4 September 2013 | 3 replies
Maybe this is just a plague of human nature, but it’s very prevalent in my industry and in real estate investing in general.Here are just two examples.

6 January 2013 | 9 replies
Doing so, you'll lose, so long as guests are human. :)Tenancy is determined locally, here if they have furniture there, they are not guests, if they hand clothing, more than a traveler might have, they may be a tenant.

10 December 2013 | 0 replies
I am an avid outdoors-man so house hunting, fishing for clients and riding the slippery slopes of human relations just seems like an extension of my passions [ hunter, fisherman, skier, gatherer].

1 June 2013 | 9 replies
Once you know they're living like human beings, you don't have to visit more than once or twice a year.

17 January 2011 | 16 replies
While that's good in some ways because it can make someone more savvy, it can also make someone very jaded about human beings in general.

14 November 2015 | 4 replies
I guess we can get a little burned out on the human aspect and the responsibility involved in saving/rendering personal investments in property.

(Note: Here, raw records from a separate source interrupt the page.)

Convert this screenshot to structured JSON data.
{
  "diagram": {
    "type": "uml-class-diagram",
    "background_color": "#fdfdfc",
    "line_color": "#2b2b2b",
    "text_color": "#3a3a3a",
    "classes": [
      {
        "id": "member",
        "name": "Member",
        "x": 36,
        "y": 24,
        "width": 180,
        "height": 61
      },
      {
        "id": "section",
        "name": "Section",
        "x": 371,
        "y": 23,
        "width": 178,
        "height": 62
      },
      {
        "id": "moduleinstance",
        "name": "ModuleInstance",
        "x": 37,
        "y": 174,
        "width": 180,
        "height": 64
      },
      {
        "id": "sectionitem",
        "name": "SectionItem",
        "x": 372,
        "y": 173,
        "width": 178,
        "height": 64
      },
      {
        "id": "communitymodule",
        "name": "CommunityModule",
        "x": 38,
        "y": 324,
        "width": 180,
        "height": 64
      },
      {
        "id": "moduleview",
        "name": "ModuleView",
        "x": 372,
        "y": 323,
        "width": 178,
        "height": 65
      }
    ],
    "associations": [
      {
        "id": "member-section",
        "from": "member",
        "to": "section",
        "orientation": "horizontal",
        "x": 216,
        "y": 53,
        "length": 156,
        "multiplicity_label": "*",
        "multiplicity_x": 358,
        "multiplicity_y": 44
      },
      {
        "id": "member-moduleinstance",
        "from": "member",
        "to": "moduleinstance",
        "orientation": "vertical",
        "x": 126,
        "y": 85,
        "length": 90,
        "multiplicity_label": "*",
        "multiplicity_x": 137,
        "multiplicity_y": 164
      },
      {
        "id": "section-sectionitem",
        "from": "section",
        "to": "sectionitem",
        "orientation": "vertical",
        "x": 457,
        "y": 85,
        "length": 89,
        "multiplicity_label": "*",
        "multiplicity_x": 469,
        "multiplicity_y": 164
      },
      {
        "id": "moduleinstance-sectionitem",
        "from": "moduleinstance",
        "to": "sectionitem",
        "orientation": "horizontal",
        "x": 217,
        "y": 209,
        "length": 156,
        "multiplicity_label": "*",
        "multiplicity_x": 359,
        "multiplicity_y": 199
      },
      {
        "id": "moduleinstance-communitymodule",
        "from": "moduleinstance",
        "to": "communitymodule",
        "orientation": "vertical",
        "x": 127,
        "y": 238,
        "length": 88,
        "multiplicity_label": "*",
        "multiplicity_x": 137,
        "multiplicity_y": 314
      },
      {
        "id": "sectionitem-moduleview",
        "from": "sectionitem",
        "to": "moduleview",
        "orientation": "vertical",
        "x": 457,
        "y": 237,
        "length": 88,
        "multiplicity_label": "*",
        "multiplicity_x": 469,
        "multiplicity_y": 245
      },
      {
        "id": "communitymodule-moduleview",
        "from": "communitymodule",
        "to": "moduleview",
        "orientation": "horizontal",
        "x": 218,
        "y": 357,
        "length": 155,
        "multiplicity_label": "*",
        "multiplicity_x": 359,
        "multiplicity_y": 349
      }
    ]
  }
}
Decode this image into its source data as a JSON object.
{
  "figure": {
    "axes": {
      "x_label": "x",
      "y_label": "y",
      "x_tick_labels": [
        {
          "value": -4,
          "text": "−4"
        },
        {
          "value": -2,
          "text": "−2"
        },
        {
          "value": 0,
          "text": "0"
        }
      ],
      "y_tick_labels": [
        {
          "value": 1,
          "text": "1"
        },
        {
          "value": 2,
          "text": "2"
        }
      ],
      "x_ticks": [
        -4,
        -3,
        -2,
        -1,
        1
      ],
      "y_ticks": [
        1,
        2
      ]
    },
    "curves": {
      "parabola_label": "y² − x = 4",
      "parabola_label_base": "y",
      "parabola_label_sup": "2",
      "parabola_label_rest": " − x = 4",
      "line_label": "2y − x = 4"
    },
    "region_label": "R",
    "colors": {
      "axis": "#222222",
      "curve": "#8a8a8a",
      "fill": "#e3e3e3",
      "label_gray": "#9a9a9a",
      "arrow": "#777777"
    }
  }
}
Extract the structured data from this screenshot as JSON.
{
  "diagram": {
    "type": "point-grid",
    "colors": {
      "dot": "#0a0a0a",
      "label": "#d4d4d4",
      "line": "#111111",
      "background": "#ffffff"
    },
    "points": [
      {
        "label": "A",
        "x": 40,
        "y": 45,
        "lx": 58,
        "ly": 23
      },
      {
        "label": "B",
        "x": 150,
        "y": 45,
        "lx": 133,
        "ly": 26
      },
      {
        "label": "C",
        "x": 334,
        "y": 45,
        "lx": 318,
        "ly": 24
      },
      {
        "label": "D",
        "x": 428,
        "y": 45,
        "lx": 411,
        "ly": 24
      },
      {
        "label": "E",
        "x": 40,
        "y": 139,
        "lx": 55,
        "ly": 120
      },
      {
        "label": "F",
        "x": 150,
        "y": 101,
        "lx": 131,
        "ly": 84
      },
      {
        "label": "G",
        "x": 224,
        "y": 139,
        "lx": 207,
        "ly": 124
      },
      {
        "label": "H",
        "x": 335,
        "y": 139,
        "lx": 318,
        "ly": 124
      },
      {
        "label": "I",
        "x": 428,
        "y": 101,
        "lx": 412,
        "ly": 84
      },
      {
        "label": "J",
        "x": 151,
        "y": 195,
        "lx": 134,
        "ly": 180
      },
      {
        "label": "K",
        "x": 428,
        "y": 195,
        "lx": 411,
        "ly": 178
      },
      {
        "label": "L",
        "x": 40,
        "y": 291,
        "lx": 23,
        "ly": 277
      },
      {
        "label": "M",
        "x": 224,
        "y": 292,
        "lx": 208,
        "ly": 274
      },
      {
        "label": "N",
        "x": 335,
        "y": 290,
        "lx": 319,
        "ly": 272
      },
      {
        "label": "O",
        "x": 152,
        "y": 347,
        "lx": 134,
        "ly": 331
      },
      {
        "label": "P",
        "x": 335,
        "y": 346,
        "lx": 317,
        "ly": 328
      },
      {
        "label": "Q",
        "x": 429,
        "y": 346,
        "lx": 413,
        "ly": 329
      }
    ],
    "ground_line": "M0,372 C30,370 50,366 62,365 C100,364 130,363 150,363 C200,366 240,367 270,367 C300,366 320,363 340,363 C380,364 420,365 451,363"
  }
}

14 January 2017 | 76 replies
Really tragic, he was in his early 20s, a college kid and one of the kindest humans you would ever have met.

1 May 2017 | 15 replies
If you have a local Habitat for Humanity store, check them out for glass replacements.Gail

3 November 2019 | 7 replies
Instead of her trying to communicate with B about the lingering laundry (like a normal & civil human being), she then texts me she will do her laundry off-site and deduct the cost from next month's rent.

26 June 2017 | 13 replies
I have known him for 7 years and he is a decent human being.